Considerations When Designing and Implementing New Care Models
- Be prepared for the unexpected and plan for contingency and crises.
- Each organization will need to determine the best skill mix and qualification mix based on available resources.
- Increased requests for paid time off, hazard pay, and the use of contingency/contracted labor can increase labor costs.
- Leverage and build the capacity of nursing students by investing in skills training and clarification of roles and responsibilities.
- Identify and minimize unexpected tasks that take up staff time.
- Consider a nurse pair or nurse extender model.
- Redeploy staff from areas of low volume to higher need and acuity areas, providing just-in-time training as needed.
Traditional Staffing Models:
Budget-based model: Nurses are allocated based on a nursing hours per patient day formula.
Nurse-to-patient ratio model: Staffing ratios are determined by state law, hospital policies, or collective bargaining agreements.
Patient acuity model: The patient's needs determine the requirements for each shift.
A sound nurse staffing plan positively addresses clinical needs, patient experience, staff engagement, financial impacts, and regulatory compliance.
Redeployment, or shifting of staff, may help to balance staffing inequities or shortages.
Temporary Staffing Plans
- Develop alternative staffing plans to augment existing resources and staff competencies.
- Consider care needs of the patient population served and staffing mix.
- Anticipate travel nurse needs and plan early.
- Consider reaching out to retired nurses, current advanced practice providers (APPs), and others.
- During a pandemic, consider creating a dedicated unit or care area where patients can be cohorted.
- Offer upskilling/cross-training opportunities to staff.
- Develop a visual cue to identify staff deployed to a unit and the skills they are competent to perform.
- Do not forget training for documentation in the electronic health record (EHR).
- Staff should meet urgent/emergent and unplanned emergency case volumes.
- Interdisciplinary team-based care improves outcomes and patient experience while reducing costs.
- Nurse leaders must work collaboratively with members of the interdisciplinary team.
- The costs of nursing care should be estimated for each patient.
- Also, telehealth technology is used by APRNs to provide virtual care visits, which helps to improve access to care and specialists, especially for patients in rural and underserved areas.

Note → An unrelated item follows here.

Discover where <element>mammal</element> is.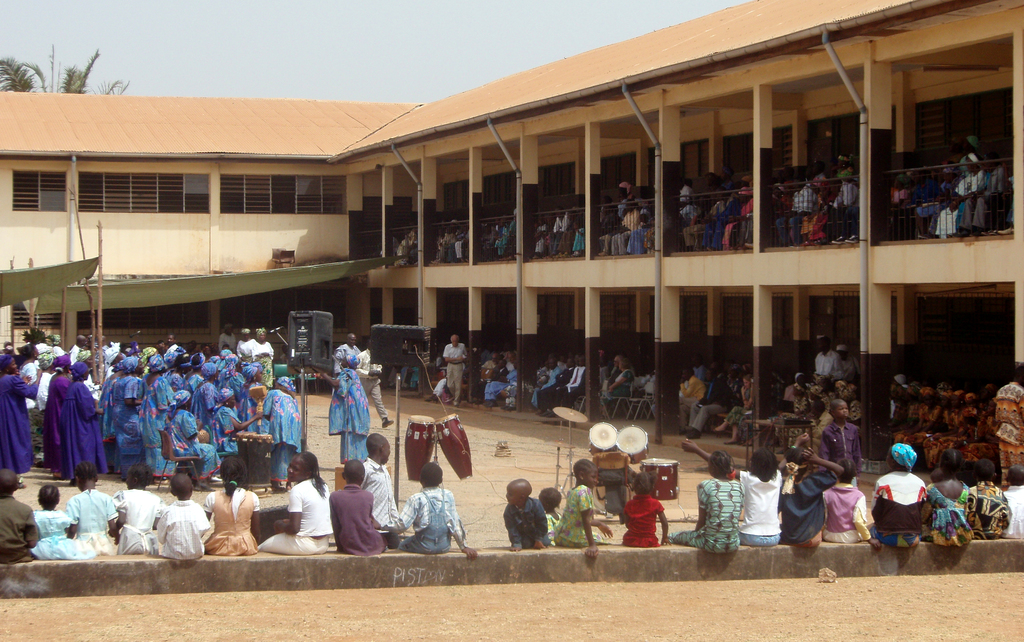
Discovered at <bbox>319, 352, 370, 465</bbox>.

- Nurse leaders should work with their CFOS to determine the financial and employee recruitment and retention benefits of implementing or expanding a remote work option.
Conclusions
- Managing and leading an organization through times of uncertainty, shortages, and change can be a daunting task.
- DNP graduates receive education to help them build the competencies as defined in the Essentials.
- The application of these competencies ensures nurse leaders are well positioned to lead and respond effectively during difficult times.
- The Essentials apply to all scenarios as they serve as the foundation for nursing professional practice.
- Thinking like a CFO, using common language to improve communications and understanding, and engaging staff and key stakeholders in planning processes will serve the DNP nurse well in managing fiscal responsibilities.